We enter the Natural History Museum at Tring housing one of the finest collections of stuffed mammals, aquatic creatures, birds, reptiles and insects. Once the private museum of Lord Rothschild, established in 1889 and donated to our nation in 1937.

The museum is divided into six galleries. We take the stairs to galleries three and four, and walk along the balcony of the central atrium. We open a collection of wooden cabinets filled with specimens. The sheer biodiversity is astounding! Never mind Natural History, some of these creatures look supernatural! The first cabinet I open houses a huge millipede and some weird and wonderful moths and butterflies, their iridescent wings patterned with shots of vibrant green and red.

Hundreds of rare bird species such as hummingbirds, sunbeams and comets native to New Guinea and multi-coloured Quetzal birds native to South America are presented in a Victorian hexagonal cabinet. I’m amazed by how tiny some of them are and I love their peculiar names, such as the purple-throated sun angel. Next we see some gigantic fish from a ferocious barracuda, to a sleek silver-blue swordfish, and a crab with legs so endlessly long that they span the entire cabinet.

We take the stairs and find ourselves stepping into a dark corridor furnished with wall-to-wall cabinets filled with hundreds of mammals. There’s an extensive collection including extinct animals such as the Dodo and the Moa. I seem to have turned into a teenager as the unusual ones have us in hysterics. My daughter and I are giggling at an extinct elephant-bird’s foot, at a giant Emu staring menacingly at us, at a saiga with weird bloated nostrils, and at a chubby walrus with huge tusks looking up at us. The dim lights, crowds and length of the corridor are quite disorientating and we both feel as if we’ve entered into a David Lynch film.

Downstairs is a central atrium with more cabinets filled with altogether more recognisable mammals. I pause and stare into the intelligent eyes of a chimp and at the luminous blue and red stripes across a mandrills’ elongated face; just a sheet of glass between my face and theirs. It’s pretty noisy in here, as its the school holidays. The space is packed with children filling in their worksheets on clipboards and yelling with enthusiasm as they’re presented with angry gorillas and ferocious tigers.

Later, we have the Rothschild room to ourselves. At its centre is a life-size replica of a giant tortoise, but I’m more fascinated with old black and white photos revealing Lord Rothschild in all of his glory riding on the back of a tortoise, and riding in a zebra drawn carriage. I pop into the shop to end our tour and buy his biography, curious to find out more about this eccentric aristocrat and his remarkable menagerie.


**EXERCISE**: An exact, complete copy of the entries below is required, minus any pictures.

**DATA FOR THE TASK**:
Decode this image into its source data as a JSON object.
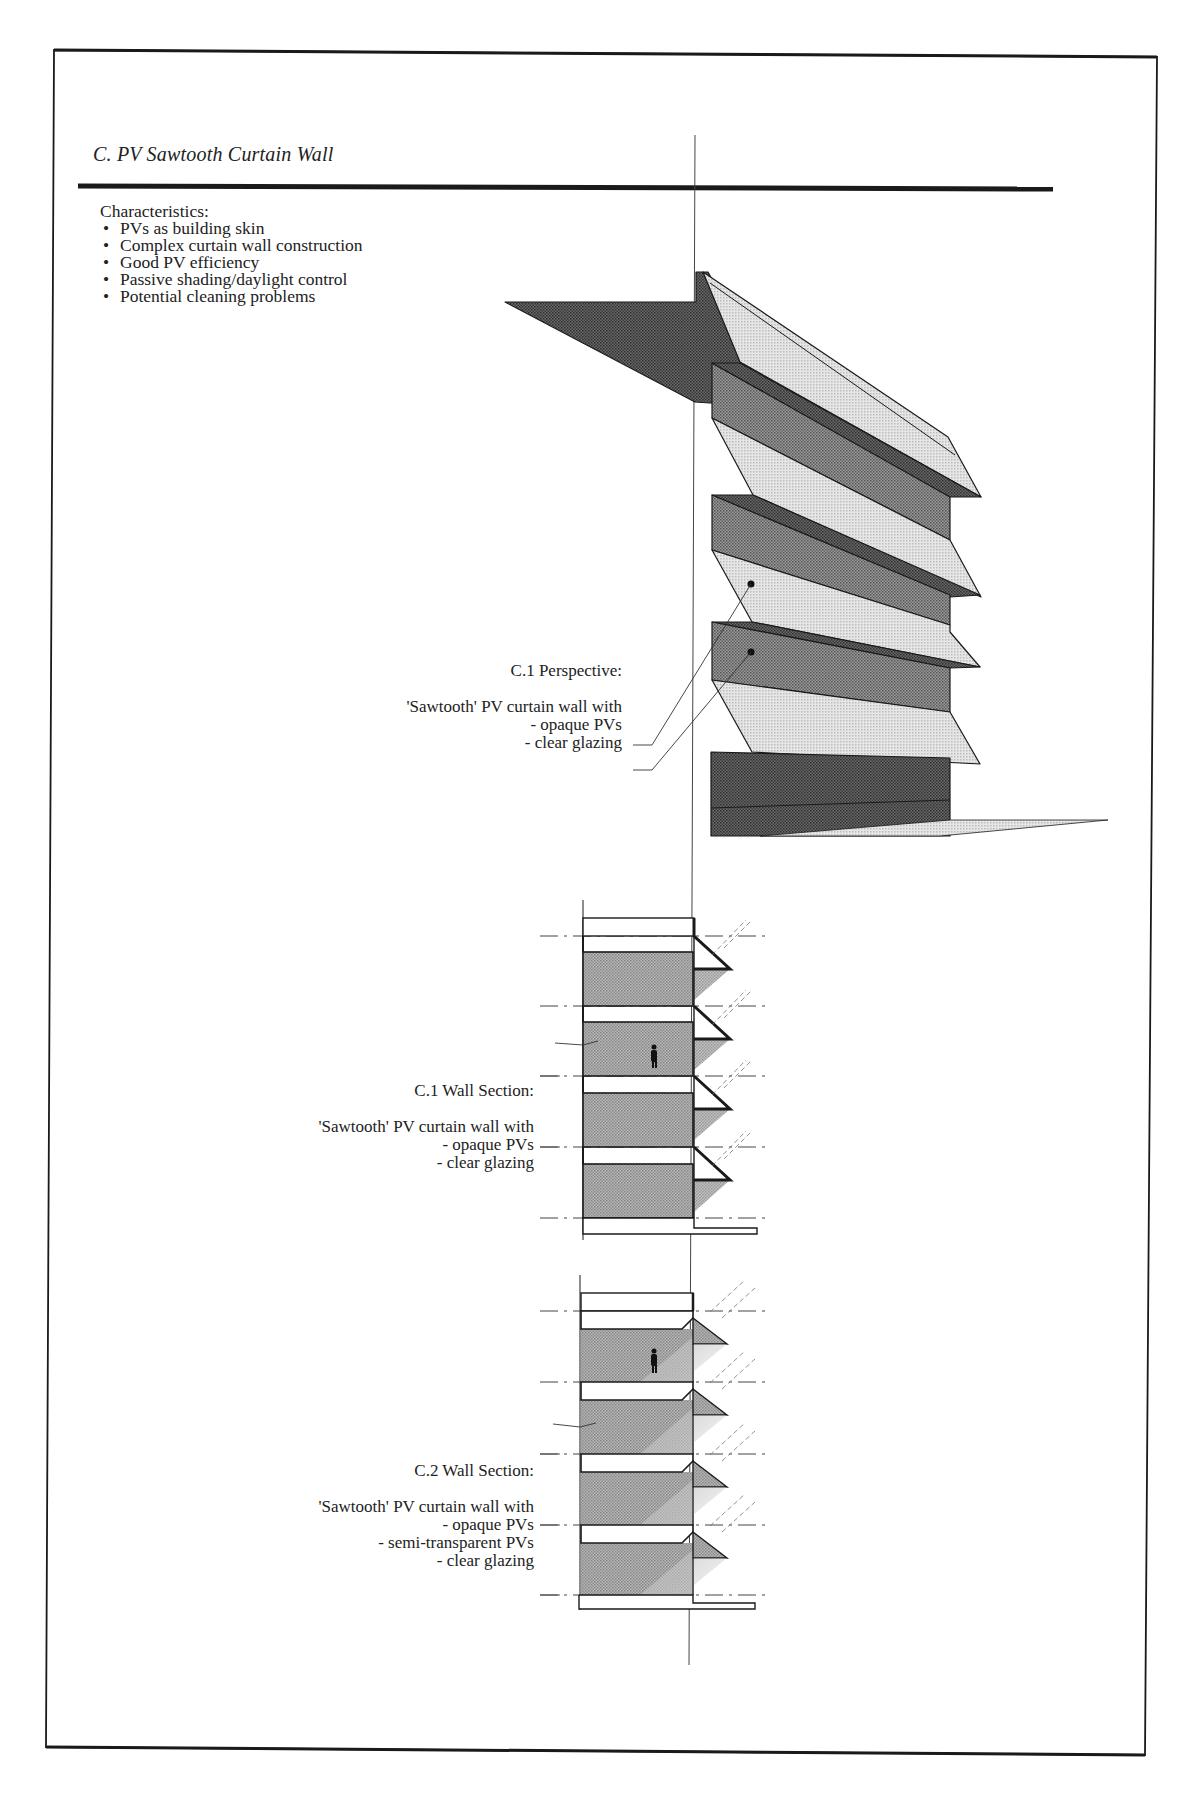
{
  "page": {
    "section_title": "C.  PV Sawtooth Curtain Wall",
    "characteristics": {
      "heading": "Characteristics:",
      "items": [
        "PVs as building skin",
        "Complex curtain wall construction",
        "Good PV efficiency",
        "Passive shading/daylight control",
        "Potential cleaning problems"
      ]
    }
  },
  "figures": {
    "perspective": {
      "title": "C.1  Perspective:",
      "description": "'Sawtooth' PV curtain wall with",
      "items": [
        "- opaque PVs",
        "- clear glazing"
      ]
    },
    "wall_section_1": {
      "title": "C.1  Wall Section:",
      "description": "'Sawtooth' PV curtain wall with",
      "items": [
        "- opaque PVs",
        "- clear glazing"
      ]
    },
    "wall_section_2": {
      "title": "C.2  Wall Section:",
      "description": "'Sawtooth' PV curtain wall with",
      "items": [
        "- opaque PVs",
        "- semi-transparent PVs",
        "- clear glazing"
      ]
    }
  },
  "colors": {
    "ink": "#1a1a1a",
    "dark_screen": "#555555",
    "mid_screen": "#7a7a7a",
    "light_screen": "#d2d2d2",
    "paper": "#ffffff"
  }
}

**RESULT FOR THIS TASK**:
Decode this image into its source data as a JSON object.
{
  "page": {
    "section_title": "C.  PV Sawtooth Curtain Wall",
    "characteristics": {
      "heading": "Characteristics:",
      "items": [
        "PVs as building skin",
        "Complex curtain wall construction",
        "Good PV efficiency",
        "Passive shading/daylight control",
        "Potential cleaning problems"
      ]
    }
  },
  "figures": {
    "perspective": {
      "title": "C.1  Perspective:",
      "description": "'Sawtooth' PV curtain wall with",
      "items": [
        "- opaque PVs",
        "- clear glazing"
      ]
    },
    "wall_section_1": {
      "title": "C.1  Wall Section:",
      "description": "'Sawtooth' PV curtain wall with",
      "items": [
        "- opaque PVs",
        "- clear glazing"
      ]
    },
    "wall_section_2": {
      "title": "C.2  Wall Section:",
      "description": "'Sawtooth' PV curtain wall with",
      "items": [
        "- opaque PVs",
        "- semi-transparent PVs",
        "- clear glazing"
      ]
    }
  },
  "colors": {
    "ink": "#1a1a1a",
    "dark_screen": "#555555",
    "mid_screen": "#7a7a7a",
    "light_screen": "#d2d2d2",
    "paper": "#ffffff"
  }
}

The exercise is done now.